For STAT‘s investigative series Coercive Care, Eric Boodman reports on the sickle cell patients who have been steered toward sterilization. In this story—part five of the series— Boodman introduces us to Tammy Clemons, a sickle cell patient juggling pain, feelings of doubt and loss over a coercive sterilization, and life with a complex disease. (We recommended the first story in the series in June.)

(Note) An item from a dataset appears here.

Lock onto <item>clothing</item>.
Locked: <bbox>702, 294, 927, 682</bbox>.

She didn’t want to be admitted to the hospital. She wanted to go home. She’d tried not to come at all, hydrating, resting, waiting it out as long as she could, but by dawn on that Tuesday morning it had become unbearable. She called 911, rode the ambulance in the half-light. That was six hours or so ago. She’d already gotten three doses of opioids. The next step, the doctor said, would be a pain pump — a button she could press, to give herself smaller but more frequent doses. She hated the pain pump. It was supposed to give her more control, but could feel like less. Physicians preferred it for its lower risk, but to Clemons, those blips of relief never felt like enough.

“Do we have to?”

“No, don’t worry, we can’t make you do anything you don’t want to do,” he said.

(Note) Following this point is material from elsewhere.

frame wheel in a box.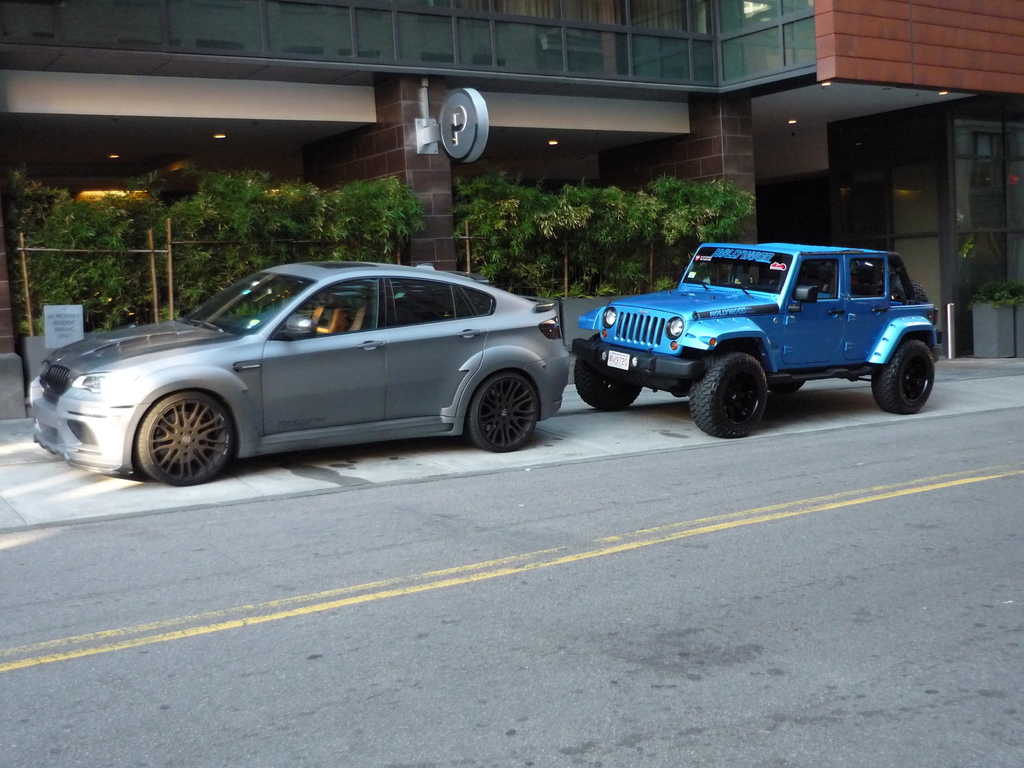
pyautogui.locateOnScreen(687, 353, 774, 435).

It was true. They couldn’t admit her against her will, couldn’t force her to take tests or meds. There was aways a tradeoff, though: the test she hated but couldn’t do without, the procedure that scared her but might keep her out of the emergency room — choices that hardly felt like choices. She liked Barnes-Jewish Hospital, trusted her main doctor, a sickle cell specialist. In the years since she’d become a patient here, Clemons had become an expert, conversant in the jargon of the disease. Avascular necrosis meant a loss of blood flow to the bone, killing tissue. Pheresis meant siphoning her blood, filtering out the sickled cells and replacing them with healthy ones from someone else.

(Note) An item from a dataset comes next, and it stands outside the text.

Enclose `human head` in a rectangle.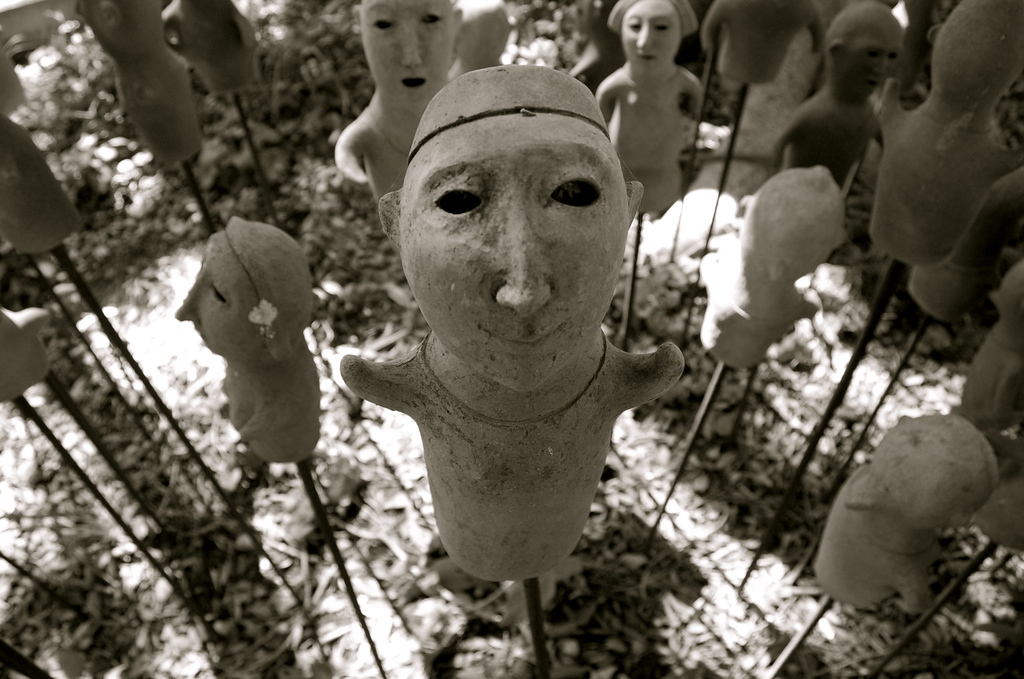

What you chose depended on what you knew. It was at Barnes that she’d learned people with sickle cell could have children after all. As she started coming here, she’d seen other patients with kids in tow. She hadn’t thought that was possible. Her old family doctor had told her that if she got pregnant, she would die, or her baby would die, or both.

Cheri has been an editor at Longreads since 2014. She's currently based in the San Francisco Bay Area.